Government considering 50-year mortgages that children can inherit

The government is considering plans to offer homeowners longer mortgages, including 50-year deals, that can be passed between generations, in a bid to stimulate housing demand and help more people gain a foot on the housing ladder.

The Japanese-style longer lending agreements could see people being able to buy a home with little or no expectation of completing mortgage repayments during their lifetime.

Instead, the property and outstanding debt would be passed on to their children.

Longer loan durations would allow home buyers to pay more for properties because they would have lower monthly payments.

With the housing market slowing, the government is keen to boost demand and is also considering 30-year fixed rate home loans, mortgages worth almost 100% of the property and ways to blend renting and owning a property.

Government attempts to make UK housing more affordable could push up property price.

“We want to find all sorts of creative ways to help people into ownership,” Johnson told the pres. “We need young people to have the confidence, to have the deposits, the mortgage packages to be able to get into ownership.”

The most popular mortgage length among first-time buyers is around 30 to 35 years but a multi-generational approach could extend that by decades.

But some commentators warned it would not address problems of low housing supply.

Scott Taylor-Barr, financial adviser at Carl Summers Financial Services, said: “I feel that Boris Johnson is coming at this from the wrong direction.

“It is not the mortgage market that is preventing people from becoming homeowners; it is the cost of property in relation to people’s earnings.”

 

x

Email the story to a friend



Comments are closed.

Thank you for signing up to our newsletter, we have sent you an email asking you to confirm your subscription. Additionally if you would like to create a free EYE account which allows you to comment on news stories and manage your email subscriptions please enter a password below.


◆ WHAT YOU HAVE TO DO: From the first line to the last, restate the material word for word; pictures stay out.

◆ RECORDS FOR THE TASK:
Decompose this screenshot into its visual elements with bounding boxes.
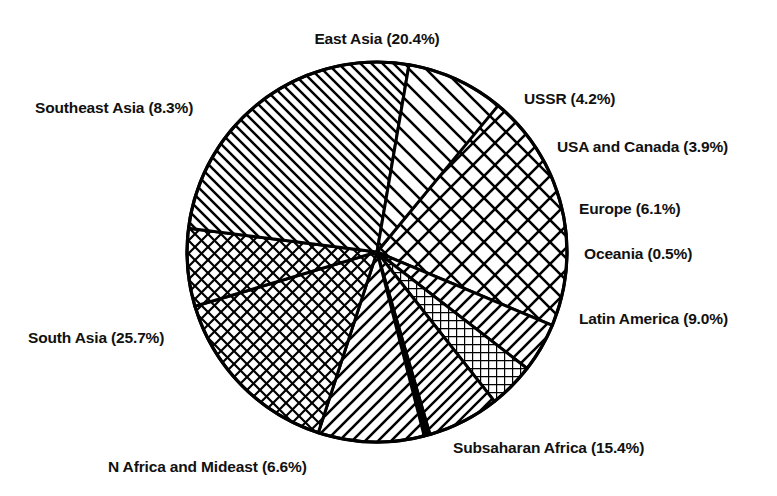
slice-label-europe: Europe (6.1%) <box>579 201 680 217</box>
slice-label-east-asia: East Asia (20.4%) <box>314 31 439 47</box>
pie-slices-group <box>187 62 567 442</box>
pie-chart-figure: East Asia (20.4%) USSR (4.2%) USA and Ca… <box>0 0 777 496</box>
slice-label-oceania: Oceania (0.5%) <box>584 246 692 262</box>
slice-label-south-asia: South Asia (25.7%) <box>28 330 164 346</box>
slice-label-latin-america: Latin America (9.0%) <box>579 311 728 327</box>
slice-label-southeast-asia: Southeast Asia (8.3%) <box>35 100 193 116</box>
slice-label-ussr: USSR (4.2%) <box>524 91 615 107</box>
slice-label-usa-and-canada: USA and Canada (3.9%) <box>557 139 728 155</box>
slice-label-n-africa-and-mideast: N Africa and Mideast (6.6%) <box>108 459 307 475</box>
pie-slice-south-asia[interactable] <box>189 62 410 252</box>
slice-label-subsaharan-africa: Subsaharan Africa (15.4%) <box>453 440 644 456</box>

◆ FINISHED TASK:
Decompose this screenshot into its visual elements with bounding boxes.
slice-label-europe: Europe (6.1%) <box>579 201 680 217</box>
slice-label-east-asia: East Asia (20.4%) <box>314 31 439 47</box>
pie-slices-group <box>187 62 567 442</box>
pie-chart-figure: East Asia (20.4%) USSR (4.2%) USA and Ca… <box>0 0 777 496</box>
slice-label-oceania: Oceania (0.5%) <box>584 246 692 262</box>
slice-label-south-asia: South Asia (25.7%) <box>28 330 164 346</box>
slice-label-latin-america: Latin America (9.0%) <box>579 311 728 327</box>
slice-label-southeast-asia: Southeast Asia (8.3%) <box>35 100 193 116</box>
slice-label-ussr: USSR (4.2%) <box>524 91 615 107</box>
slice-label-usa-and-canada: USA and Canada (3.9%) <box>557 139 728 155</box>
slice-label-n-africa-and-mideast: N Africa and Mideast (6.6%) <box>108 459 307 475</box>
pie-slice-south-asia[interactable] <box>189 62 410 252</box>
slice-label-subsaharan-africa: Subsaharan Africa (15.4%) <box>453 440 644 456</box>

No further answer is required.